The profit involved and for whom.
And the only motivation which makes any sense.. war cash and potential pipeline routes.
There simply is nothing good which has or will come of this. We don’t have a military or leadership who are capable of good at this point in history.
8 years in a nation which… excluding their 30b drug business has a GDP of less than a billion… and we import extremely expensive contractors rather than put those people to work. And now the only thing we propose is arming them and training them in more armed tactics! Nothing else in any sincerity seems to be considered.
And flesh is and has been tortured and burning for many years, has it not? Without any other clear mission or plan.. why on earth are you considering this is not the plan? WHy isn’t it considered anything other than slow genocide?
Because there’s no slow genocide. (What does that even mean?) There’s no rounding Afghans up and putting them anywhere and exterminating them. Perhaps one of the more damning things that can be said about the U.S. over the past eight years is that the U.S. hasn’t given a shit about the well-being or the deaths of Afghan civilians, and that’s something that McChrystal is very clearly focused on changing. But it surely means that no one has devoted even the attention necessary for any sort of genocide.

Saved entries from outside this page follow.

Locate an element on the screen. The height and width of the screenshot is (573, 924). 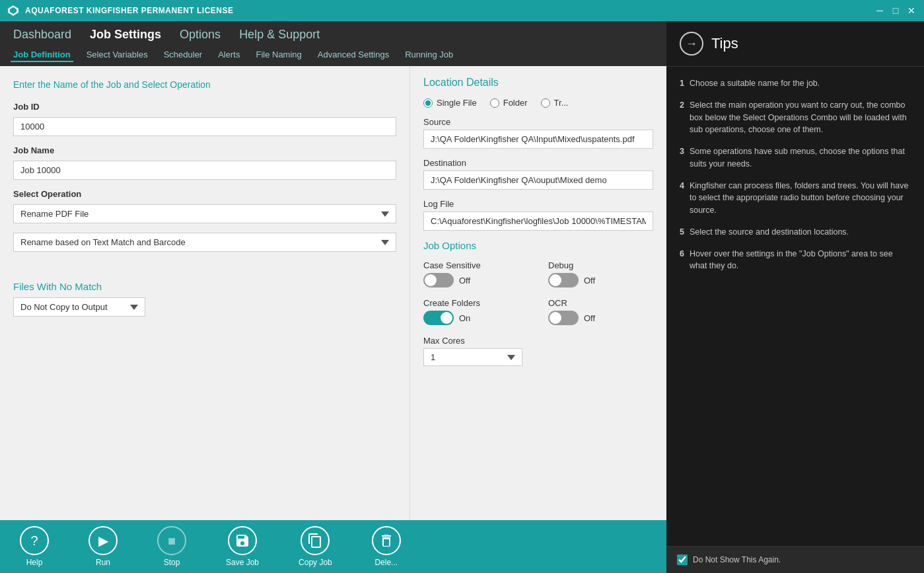
bottom-toolbar: ? Help ▶ Run ■ Stop Save Job is located at coordinates (333, 547).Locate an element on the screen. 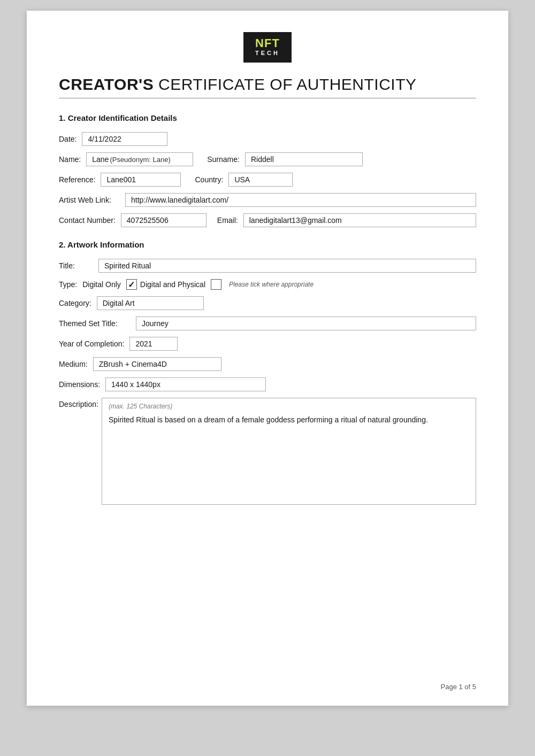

War is war. War is awful and wretched and to be avoided at all times whenever possible. But not every war is a genocide, slow or otherwise. I see nothing that describes or explains the Afghanistan war through use of this phrase.
Let the cia pay the taliban to slap preditor homing devices on the Al Quida turbins, then let Karazai, the tallyhos, and the warlords, get on with raising their poppy plants. Meanwhile regional issues can be gradually dialed back without a cabal of oil slurpin, torturing loving , wannabe cowboys in the White House.
Just Sayin.
I do not understand why we can allegedly put homing devices on al-Qaeda figures in the Pakistani tribal areas and not on the al-Qaeda affiliates who concern us in Afghanistan, a far more permissive area of operation.
Hugh@5 nails it:
“This is not strategy; this is CYA.”
Boy, is it evermore. It’s also covering george bush and the GOP’s ass.
One of the very first things that Obama needed to do was send the warbot brass off to shuffle papers in Fort Bumfuck, Alaska, while putting in some generals who don’t think that the our troops and our money should be used to try to sustain the perpetual-warfare-state worldview of george bush and the Fortune 500, for another 10 or 15 we’re-about-to-start-to-begin-to-commence-to-win-the-war-on-terrr” “Friedmans”.
As with so many other things, that he didn’t do that is now coming back to bite him in the ass, as the brass whom bush handpicked to stay the course of the petroleum crusades are presenting Obama with a basically unified front to go deeper into Deathroll Swamp, and don’t worry about the 14 foot salties already hanging on his ass.
This is why I think O. has a 50-50 chance of being a one-term preznint.
There were TONS of enthusiasm for his candidacy last year. The next time around, it looks like he’s going to be just another pol who talked the good fight for progressive government, but in the crunch, sold us out to the same people who have profited so handsomely from bush’s bloody, inept, policies. By 2012, he could be so vulnerable that Hillary finds the prospect of another shot at triangulating her way to the white house, that she might resign as SecState to run against him. As a former supporter of hers who came to loathe her, and who switched to Obama, it will be hard to find enthusiasm OR sympathy for him, this time around.
There’s been a move to put more CIA (I presume) intelligence folks into Afghanistan to help the military find the enemy and determine force levels.
I wonder if they came out of Pakistan (where there have been many eyes)? If not it would seem the time for their movement has arrived.
Soon we might not be needed in Pakistan. And, if McChrystal can’t find the Taliban, then we might not have political support for wasting resources and lives in Afghanistan either.
Wouldn’t it be weird if we were out of Afghanistan & Pakistan before we had completely left Iraq. The world brings us many surprises.
The way I generally put it is that if you’re not doing something to win then you’re just wasting time waiting to die. That’s not the road you want to go down.